The Derisive Moment :: My overly complicated journey to simplicity.

The Derisive Moment

Photo Gallery

August 7th, 2009

The photo gallery is by far the most popular and important portion of my family’s website, www.dhtns.com.   Since late 2005, the design has remained largely the same.  We’ve added a few thousand photos and changed around the category organization a bit, but it’s basically the same as it has been for nearly four years.

There are a lot of beautiful galleries around, but beauty is only part of it.  The gallery has to be functional, easy to navigate, and easy to update.  Recently, I sat down and drew out some high-level requirements for what my ideal gallery would look like.

Ideally, the gallery would:

  • Have a nice interface.  Smugmug’s default presentation is a great place to start.
  • Arrow key navigation.  Once you experience it, you can’t go back.
  • AJAX for image refreshing.  Clicking on “next” (or pressing right arrow) doesn’t usually need to refresh the whole page, only the image and metadata.
  • Don’t break the back button.  Also, URLs should be copy/pasteable into emails–something that is tricky with AJAX.
  • Not depend on javascript/AJAX for navigation. 
  • List the folders/categories in a heirarchical structure. 
  • Support a Recent “folder”.  Most of our visitors never dig into the different folders, as the most recently uploaded pictures are listed first.
  • No ugly URL scheme.  Previously, it was some  …/photo.php?id=1234 nonsense.  Instead, I want the URL to reflect the category/folder and the image’s title or filename.   That said, it must also:
  • NOT BREAK EXISTING LINKS.  We get a suprising amount of traffic from google to our photo gallery, and all those links need to 301 redirect to the new, proper URL.  The photo “ID” number is the key to making this work.
  • Be able to view the full-size original image.  The previous gallery couldn’t really do this.

And, for administration:

  • Use a multi-file uploader.  It’s a real pain to manually select dozens of images to upload at once.
  • Lend itself to batch updating and categorizing of images.  After a few dozen images are uploaded, we want to crank them out to have them visible.

And, oh, wouldn’t it be nice to:

  • Display EXIF data to those who care.  I have a few photo-oriented friends to actually look at that stuff.
  • Be able to “select” images, and somehow generate a list to print.  We have a few people (parents, mostly), who use the website’s photo gallery as a shopping cart for photos to print.  And you don’t want to see what the result looks like when a 600px x 400px preview image gets printed.
  • Have an RSS feed for the images.  Maybe even per-category.   /photos/feed.xml,  /photos/Aiden/feed.xml, etc.  This feed could be used in a widged on, say, www.aidenbennett.com to show recent pictures of Aiden.  Or, maybe as a feed to the Apple TV. 

 

The good news is that I’m most of the way there in implementing it.  Almost all of the gallery and administration bullet lists are done and work, and the framework is there to allow for the rest of it.   I’ll give more details once more progress is made.

Printing Sans Printer

July 16th, 2008

Recently, I’ve joined the masses flocking over to a Mac from a PC.  I’ve never looked back.

However, I’m stuck on a PC at work.  This, combined with a lack of a decent printer at home, presents an interesting problem.  How can I print from my Mac laptop onto the printer at work?  Connecting it to the corporate network is verboten.  As are USB flash drives.  Email is right out, as I’ve had plenty of messages blocked by the spam filter.  My solution lies in the Mac’s fantastic PDF integration, with a bit of magic for good measure.

When I browse my news feeds, there are several categories into which I group articles.  Skip, glance, and fully read.  For those articles to fully read, if they’re fairly lengthy, I want to print them out.  I just find it more comfortable to be able to read them on paper.  Either way, my NetNewsWire ends up growing quite a few tabs of unread articles that I want to eventually read.  

My solution-Print them to PDF in a special folder (~/Documents/printqueue/).  I have that folder committed to a subversion repository.  Once I have a few files ready, a simple:

 svn add *
 svn commit

will sync them up to my server.  Similarly, on my work PC, a

 svn update

will suck them down locally.  From there, Windows Explorer lets me select multiple PDF files, right click, and print.  Remove them from subversion, and they disappear on both ends after and update.

It’s far from ideal, and it has it’s flaws-Safari and NNW both use the page title as the default filename.  Windows doesn’t much like it when those filenames contain pipes, quotes, or other unsavory characters.  But still, it lets me print without a printer.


# Exercise requirements
The required answer is every line of the data containing the word "name".

# Material to process

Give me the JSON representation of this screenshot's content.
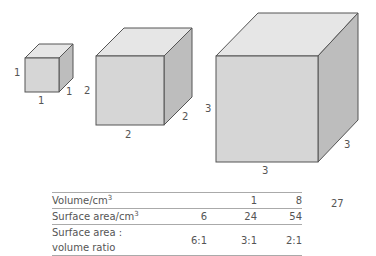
{
  "cubes": [
    {
      "name": "cube-1",
      "side": 1,
      "labels": {
        "height": "1",
        "width": "1",
        "depth": "1"
      }
    },
    {
      "name": "cube-2",
      "side": 2,
      "labels": {
        "height": "2",
        "width": "2",
        "depth": "2"
      }
    },
    {
      "name": "cube-3",
      "side": 3,
      "labels": {
        "height": "3",
        "width": "3",
        "depth": "3"
      }
    }
  ],
  "colors": {
    "front": "#d6d6d6",
    "top": "#e6e6e6",
    "side": "#bdbdbd",
    "edge": "#555555"
  },
  "table": {
    "rows": [
      {
        "label": "Volume/cm",
        "sup": "3",
        "values": [
          "",
          "1",
          "8"
        ]
      },
      {
        "label": "Surface area/cm",
        "sup": "3",
        "values": [
          "6",
          "24",
          "54"
        ]
      },
      {
        "label": "Surface area : volume ratio",
        "sup": "",
        "values": [
          "6:1",
          "3:1",
          "2:1"
        ]
      }
    ],
    "overflow_value": "27"
  }
}
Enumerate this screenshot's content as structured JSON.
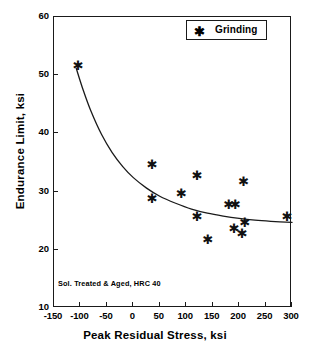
{
  "chart_data": {
    "type": "scatter",
    "title": "",
    "xlabel": "Peak Residual Stress, ksi",
    "ylabel": "Endurance Limit, ksi",
    "xlim": [
      -150,
      300
    ],
    "ylim": [
      10,
      60
    ],
    "xticks": [
      -150,
      -100,
      -50,
      0,
      50,
      100,
      150,
      200,
      250,
      300
    ],
    "yticks": [
      10,
      20,
      30,
      40,
      50,
      60
    ],
    "xticklabels": [
      "-150",
      "-100",
      "-50",
      "0",
      "50",
      "100",
      "150",
      "200",
      "250",
      "300"
    ],
    "yticklabels": [
      "10",
      "20",
      "30",
      "40",
      "50",
      "60"
    ],
    "grid": false,
    "legend_position": "top-right",
    "series": [
      {
        "name": "Grinding",
        "marker": "asterisk",
        "points": [
          {
            "x": -105,
            "y": 52
          },
          {
            "x": 35,
            "y": 35
          },
          {
            "x": 35,
            "y": 29
          },
          {
            "x": 90,
            "y": 30
          },
          {
            "x": 120,
            "y": 33
          },
          {
            "x": 120,
            "y": 26
          },
          {
            "x": 140,
            "y": 22
          },
          {
            "x": 180,
            "y": 28
          },
          {
            "x": 192,
            "y": 28
          },
          {
            "x": 190,
            "y": 24
          },
          {
            "x": 205,
            "y": 23
          },
          {
            "x": 208,
            "y": 32
          },
          {
            "x": 210,
            "y": 25
          },
          {
            "x": 290,
            "y": 26
          }
        ]
      }
    ],
    "fit_curve": {
      "name": "trend",
      "points": [
        {
          "x": -108,
          "y": 51.2
        },
        {
          "x": -95,
          "y": 47.5
        },
        {
          "x": -80,
          "y": 43.8
        },
        {
          "x": -60,
          "y": 39.8
        },
        {
          "x": -40,
          "y": 36.7
        },
        {
          "x": -20,
          "y": 34.3
        },
        {
          "x": 0,
          "y": 32.4
        },
        {
          "x": 25,
          "y": 30.6
        },
        {
          "x": 50,
          "y": 29.2
        },
        {
          "x": 80,
          "y": 28.0
        },
        {
          "x": 110,
          "y": 27.0
        },
        {
          "x": 140,
          "y": 26.3
        },
        {
          "x": 170,
          "y": 25.8
        },
        {
          "x": 200,
          "y": 25.4
        },
        {
          "x": 230,
          "y": 25.1
        },
        {
          "x": 260,
          "y": 24.9
        },
        {
          "x": 300,
          "y": 24.7
        }
      ]
    },
    "annotation": "Sol. Treated & Aged, HRC 40",
    "legend": [
      {
        "label": "Grinding",
        "marker": "✱"
      }
    ],
    "colors": {
      "axis": "#1a1a1a",
      "marker": "#111111",
      "curve": "#1a1a1a",
      "background": "#ffffff"
    }
  }
}
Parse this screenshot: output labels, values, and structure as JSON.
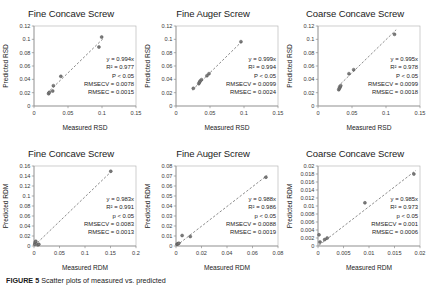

# Answer for the task
      "name": "cube-1",
      "name": "cube-2",
      "name": "cube-3",
        "name": "Grinding",
      "name": "trend",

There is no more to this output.